Overall Canopy Tax was a good place to work (for someone that meshes better with the culture than I did). I have many friends still there that are very happy, but I did find that Glass Door manipulation to be pretty distasteful.

If anyone from Glass Door is reading, please go back to your roots! You were such a valuable resource for me in the past, and an important force to help balance the power differential scales.



I think monetization is the problem here and this is why they moved towards removing negative reviews. We should invent a platform where altering past is not possible and not incentivized financially.


What’s amazing is that it’s 2019 and there are still people who trust online reviews written by people they don’t know! Show me one online review system out there that is not gamed in some way by the entities that stand to gain or lose money due to the content in the reviews.


> it’s 2019 and there are still people who trust online reviews written by people they don’t know!

I feel it's an extension of the old "innocent until proven guilty" thing. In the Western world, especially in the United States, we have this belief of trusting unless we are given a very high confidence level reason not to. It's this belief that is being taken advantage of via online review systems. We do not doubt them by default because it would be mean or rude to doubt the entity behind the review (entity meaning person or bot).


But what happens with your "innocent until proven guilty" when you read a negative review about a company and believe it without any proof?

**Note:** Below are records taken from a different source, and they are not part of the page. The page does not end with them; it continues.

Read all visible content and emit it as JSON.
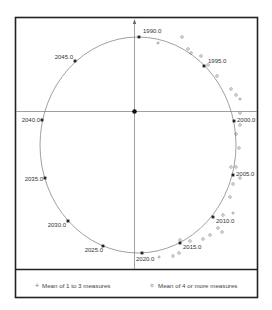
{
  "chart_data": {
    "type": "scatter",
    "title": "",
    "xlabel": "",
    "ylabel": "",
    "grid": false,
    "legend_position": "bottom",
    "reference_ellipse": {
      "center_px": [
        138,
        145
      ],
      "rx_px": 98,
      "ry_px": 108
    },
    "origin_px": [
      134,
      111
    ],
    "year_markers": [
      {
        "label": "1990.0",
        "x": 139,
        "y": 37,
        "lx": 143,
        "ly": 33,
        "anchor": "start"
      },
      {
        "label": "1995.0",
        "x": 204,
        "y": 66,
        "lx": 208,
        "ly": 63,
        "anchor": "start"
      },
      {
        "label": "2000.0",
        "x": 234,
        "y": 121,
        "lx": 237,
        "ly": 122,
        "anchor": "start"
      },
      {
        "label": "2005.0",
        "x": 233,
        "y": 175,
        "lx": 236,
        "ly": 176,
        "anchor": "start"
      },
      {
        "label": "2010.0",
        "x": 213,
        "y": 217,
        "lx": 216,
        "ly": 223,
        "anchor": "start"
      },
      {
        "label": "2015.0",
        "x": 180,
        "y": 243,
        "lx": 183,
        "ly": 249,
        "anchor": "start"
      },
      {
        "label": "2020.0",
        "x": 142,
        "y": 253,
        "lx": 136,
        "ly": 261,
        "anchor": "start"
      },
      {
        "label": "2025.0",
        "x": 103,
        "y": 246,
        "lx": 103,
        "ly": 252,
        "anchor": "end"
      },
      {
        "label": "2030.0",
        "x": 68,
        "y": 221,
        "lx": 66,
        "ly": 227,
        "anchor": "end"
      },
      {
        "label": "2035.0",
        "x": 45,
        "y": 178,
        "lx": 43,
        "ly": 181,
        "anchor": "end"
      },
      {
        "label": "2040.0",
        "x": 42,
        "y": 120,
        "lx": 40,
        "ly": 122,
        "anchor": "end"
      },
      {
        "label": "2045.0",
        "x": 75,
        "y": 61,
        "lx": 73,
        "ly": 59,
        "anchor": "end"
      }
    ],
    "series": [
      {
        "name": "Mean of 1 to 3 measures",
        "marker": "plus",
        "points": [
          [
            158,
            43
          ],
          [
            240,
            99
          ],
          [
            233,
            213
          ],
          [
            159,
            257
          ]
        ]
      },
      {
        "name": "Mean of 4 or more measures",
        "marker": "circle",
        "points": [
          [
            182,
            37
          ],
          [
            188,
            49
          ],
          [
            191,
            53
          ],
          [
            201,
            56
          ],
          [
            208,
            65
          ],
          [
            217,
            76
          ],
          [
            231,
            89
          ],
          [
            236,
            95
          ],
          [
            240,
            113
          ],
          [
            240,
            125
          ],
          [
            236,
            134
          ],
          [
            239,
            148
          ],
          [
            236,
            167
          ],
          [
            231,
            167
          ],
          [
            240,
            178
          ],
          [
            233,
            184
          ],
          [
            230,
            197
          ],
          [
            223,
            215
          ],
          [
            218,
            228
          ],
          [
            222,
            232
          ],
          [
            210,
            235
          ],
          [
            203,
            239
          ],
          [
            190,
            241
          ],
          [
            180,
            240
          ],
          [
            179,
            253
          ],
          [
            173,
            256
          ]
        ]
      }
    ]
  },
  "legend": {
    "items": [
      {
        "symbol": "+",
        "label": "Mean of 1 to 3 measures"
      },
      {
        "symbol": "o",
        "label": "Mean of 4 or more measures"
      }
    ]
  },
  "colors": {
    "frame": "#222222",
    "axis": "#888888",
    "ellipse": "#888888",
    "marker": "#222222",
    "open_marker": "#777777",
    "text": "#333333"
  }
}
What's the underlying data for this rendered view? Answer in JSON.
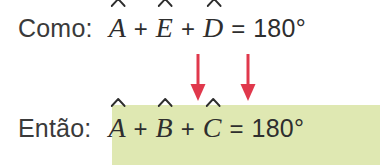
{
  "figure": {
    "background_color": "#ffffff",
    "text_color": "#2e2e2e",
    "label_color": "#3a3a3a",
    "highlight_color": "#dfe8b2",
    "arrow_color": "#e0384c"
  },
  "premise": {
    "label": "Como:",
    "equation": {
      "terms": [
        "A",
        "E",
        "D"
      ],
      "accent": "hat",
      "operator": "+",
      "equals": "=",
      "value": "180°",
      "text": "Â + Ê + D̂ = 180°"
    }
  },
  "conclusion": {
    "label": "Então:",
    "highlighted": true,
    "equation": {
      "terms": [
        "A",
        "B",
        "C"
      ],
      "accent": "hat",
      "operator": "+",
      "equals": "=",
      "value": "180°",
      "text": "Â + B̂ + Ĉ = 180°"
    }
  },
  "arrows": [
    {
      "name": "arrow-from-E",
      "direction": "down",
      "color": "#e0384c"
    },
    {
      "name": "arrow-from-D",
      "direction": "down",
      "color": "#e0384c"
    }
  ]
}
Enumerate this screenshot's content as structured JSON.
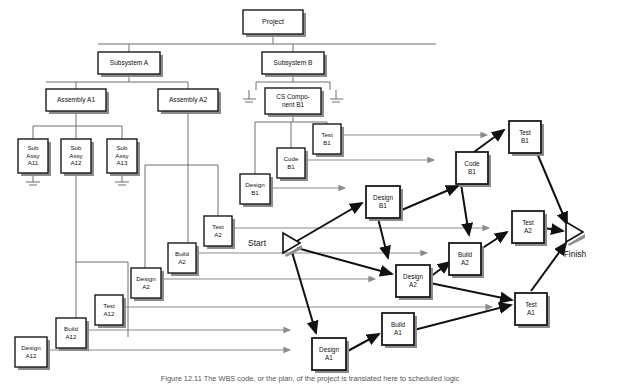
{
  "figure": {
    "caption": "Figure 12.11   The WBS code, or the plan, of the project is translated here to scheduled logic",
    "background": "#ffffff",
    "box_fill": "#ffffff",
    "box_stroke": "#1a1a1a",
    "shadow_color": "#8c8c8c",
    "wbs_line_color": "#6e6e6e",
    "flow_line_color": "#8a8a8a",
    "network_line_color": "#111111",
    "text_color": "#111111"
  },
  "milestones": {
    "start": {
      "label": "Start",
      "x": 286,
      "y": 244
    },
    "finish": {
      "label": "Finish",
      "x": 574,
      "y": 242
    }
  },
  "wbs": {
    "title": "Work Breakdown Structure",
    "nodes": [
      {
        "id": "project",
        "lines": [
          "Project"
        ],
        "x": 243,
        "y": 10,
        "w": 60,
        "h": 24,
        "font": 7.0
      },
      {
        "id": "subsys_a",
        "lines": [
          "Subsystem A"
        ],
        "x": 98,
        "y": 52,
        "w": 62,
        "h": 22,
        "font": 6.6
      },
      {
        "id": "subsys_b",
        "lines": [
          "Subsystem B"
        ],
        "x": 262,
        "y": 52,
        "w": 62,
        "h": 22,
        "font": 6.6
      },
      {
        "id": "asm_a1",
        "lines": [
          "Assembly A1"
        ],
        "x": 46,
        "y": 89,
        "w": 60,
        "h": 22,
        "font": 6.6
      },
      {
        "id": "asm_a2",
        "lines": [
          "Assembly A2"
        ],
        "x": 158,
        "y": 89,
        "w": 60,
        "h": 22,
        "font": 6.6
      },
      {
        "id": "cs_comp_b1",
        "lines": [
          "CS Compo-",
          "nent B1"
        ],
        "x": 265,
        "y": 88,
        "w": 56,
        "h": 26,
        "font": 6.4
      },
      {
        "id": "sub_a11",
        "lines": [
          "Sub",
          "Assy",
          "A11"
        ],
        "x": 18,
        "y": 139,
        "w": 30,
        "h": 34,
        "font": 6.2
      },
      {
        "id": "sub_a12",
        "lines": [
          "Sub",
          "Assy",
          "A12"
        ],
        "x": 61,
        "y": 139,
        "w": 30,
        "h": 34,
        "font": 6.2
      },
      {
        "id": "sub_a13",
        "lines": [
          "Sub",
          "Assy",
          "A13"
        ],
        "x": 107,
        "y": 139,
        "w": 30,
        "h": 34,
        "font": 6.2
      }
    ]
  },
  "activities_source": {
    "description": "Activity boxes hanging off the WBS, feeding the network",
    "nodes": [
      {
        "id": "test_b1_src",
        "lines": [
          "Test",
          "B1"
        ],
        "x": 313,
        "y": 124,
        "w": 28,
        "h": 30,
        "font": 6.2
      },
      {
        "id": "code_b1_src",
        "lines": [
          "Code",
          "B1"
        ],
        "x": 277,
        "y": 148,
        "w": 28,
        "h": 30,
        "font": 6.2
      },
      {
        "id": "design_b1_src",
        "lines": [
          "Design",
          "B1"
        ],
        "x": 240,
        "y": 174,
        "w": 30,
        "h": 30,
        "font": 6.2
      },
      {
        "id": "test_a2_src",
        "lines": [
          "Test",
          "A2"
        ],
        "x": 204,
        "y": 216,
        "w": 28,
        "h": 30,
        "font": 6.2
      },
      {
        "id": "build_a2_src",
        "lines": [
          "Build",
          "A2"
        ],
        "x": 168,
        "y": 243,
        "w": 28,
        "h": 30,
        "font": 6.2
      },
      {
        "id": "design_a2_src",
        "lines": [
          "Design",
          "A2"
        ],
        "x": 131,
        "y": 268,
        "w": 30,
        "h": 30,
        "font": 6.2
      },
      {
        "id": "test_a12_src",
        "lines": [
          "Test",
          "A12"
        ],
        "x": 95,
        "y": 295,
        "w": 28,
        "h": 30,
        "font": 6.2
      },
      {
        "id": "build_a12_src",
        "lines": [
          "Build",
          "A12"
        ],
        "x": 56,
        "y": 318,
        "w": 30,
        "h": 30,
        "font": 6.2
      },
      {
        "id": "design_a12_src",
        "lines": [
          "Design",
          "A12"
        ],
        "x": 15,
        "y": 337,
        "w": 32,
        "h": 30,
        "font": 6.2
      }
    ]
  },
  "network": {
    "description": "Precedence network on the right built from the WBS activities",
    "nodes": [
      {
        "id": "test_b1_net",
        "lines": [
          "Test",
          "B1"
        ],
        "x": 509,
        "y": 121,
        "w": 32,
        "h": 32,
        "font": 6.4
      },
      {
        "id": "code_b1_net",
        "lines": [
          "Code",
          "B1"
        ],
        "x": 456,
        "y": 152,
        "w": 32,
        "h": 32,
        "font": 6.4
      },
      {
        "id": "design_b1_net",
        "lines": [
          "Design",
          "B1"
        ],
        "x": 366,
        "y": 186,
        "w": 34,
        "h": 32,
        "font": 6.4
      },
      {
        "id": "test_a2_net",
        "lines": [
          "Test",
          "A2"
        ],
        "x": 512,
        "y": 211,
        "w": 32,
        "h": 32,
        "font": 6.4
      },
      {
        "id": "build_a2_net",
        "lines": [
          "Build",
          "A2"
        ],
        "x": 449,
        "y": 243,
        "w": 32,
        "h": 32,
        "font": 6.4
      },
      {
        "id": "design_a2_net",
        "lines": [
          "Design",
          "A2"
        ],
        "x": 396,
        "y": 265,
        "w": 34,
        "h": 32,
        "font": 6.4
      },
      {
        "id": "test_a1_net",
        "lines": [
          "Test",
          "A1"
        ],
        "x": 515,
        "y": 293,
        "w": 32,
        "h": 32,
        "font": 6.4
      },
      {
        "id": "build_a1_net",
        "lines": [
          "Build",
          "A1"
        ],
        "x": 382,
        "y": 313,
        "w": 32,
        "h": 32,
        "font": 6.4
      },
      {
        "id": "design_a1_net",
        "lines": [
          "Design",
          "A1"
        ],
        "x": 312,
        "y": 338,
        "w": 34,
        "h": 32,
        "font": 6.4
      }
    ],
    "edges": [
      {
        "from": "start",
        "to": "design_b1_net"
      },
      {
        "from": "start",
        "to": "design_a2_net"
      },
      {
        "from": "start",
        "to": "design_a1_net"
      },
      {
        "from": "design_b1_net",
        "to": "code_b1_net"
      },
      {
        "from": "design_b1_net",
        "to": "design_a2_net"
      },
      {
        "from": "code_b1_net",
        "to": "test_b1_net"
      },
      {
        "from": "code_b1_net",
        "to": "build_a2_net"
      },
      {
        "from": "design_a2_net",
        "to": "build_a2_net"
      },
      {
        "from": "design_a2_net",
        "to": "test_a1_net"
      },
      {
        "from": "build_a2_net",
        "to": "test_a2_net"
      },
      {
        "from": "design_a1_net",
        "to": "build_a1_net"
      },
      {
        "from": "build_a1_net",
        "to": "test_a1_net"
      },
      {
        "from": "test_b1_net",
        "to": "finish"
      },
      {
        "from": "test_a2_net",
        "to": "finish"
      },
      {
        "from": "test_a1_net",
        "to": "finish"
      }
    ]
  },
  "transfer_arrows": {
    "description": "Light grey arrows carrying each WBS activity box into the network",
    "count": 9
  }
}
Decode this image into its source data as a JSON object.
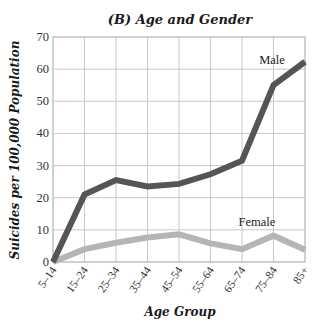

I think ratemyprofessors is a fairly decent online review system. Even without the scoring, just hearing peoples descriptions of how the prof teaches is quite beneficial


Im curious how you felt this was "manipulation". No one said "if you have something good to say, leave a review", which is common in retail, but moreso, it was just "go leave a review". Yes, the company is proud of its reviews, and yes, obviously there will be skoff over bad reveiws. How is any of this manipulation?


It's manipulation of the glass door rating because it alters the organic state of reviews. You're not getting a baseline of reviewers that were motivated enough by their experience to go out and leave a rating. If every company were doing this same thing, then for the candidate looking for insight it would still be reasonably easy to get a fair comparison. With some companies manipulating the results and others not, it's not a fair comparison.

To claim that it was not manipulation, it seems to me that you'd have to argue that the reviews that were created under this encouragement would have all happened anyway, without the encouragement, which I find to be a dubious claim.

I wonder, if a product manufacturer were encouraging their employees (that were themselves users of said product) to go on Amazon and review the product, would you consider that manipulation of the Amazon reviews?


Ok, I understand you now. You feel its manipulation because you now have "noise" from people who wanted to stay silent. Thats fair, but, I mean, this happens everywhere. Restaurants, mechanics, dentist offices, apps, retailers, all ask for reveiws. Some even enter you into a "sweepstakes" of sorts for one. What your saying is the review system as a whole is inheritely flawed. An example of goodharts law, sure, but not sure any of this is glassdoors fault. It also becomes "normal" as more companies do it. At a certain point, that might be manipulation, but at least they aren't manipulating what is said in the reviews.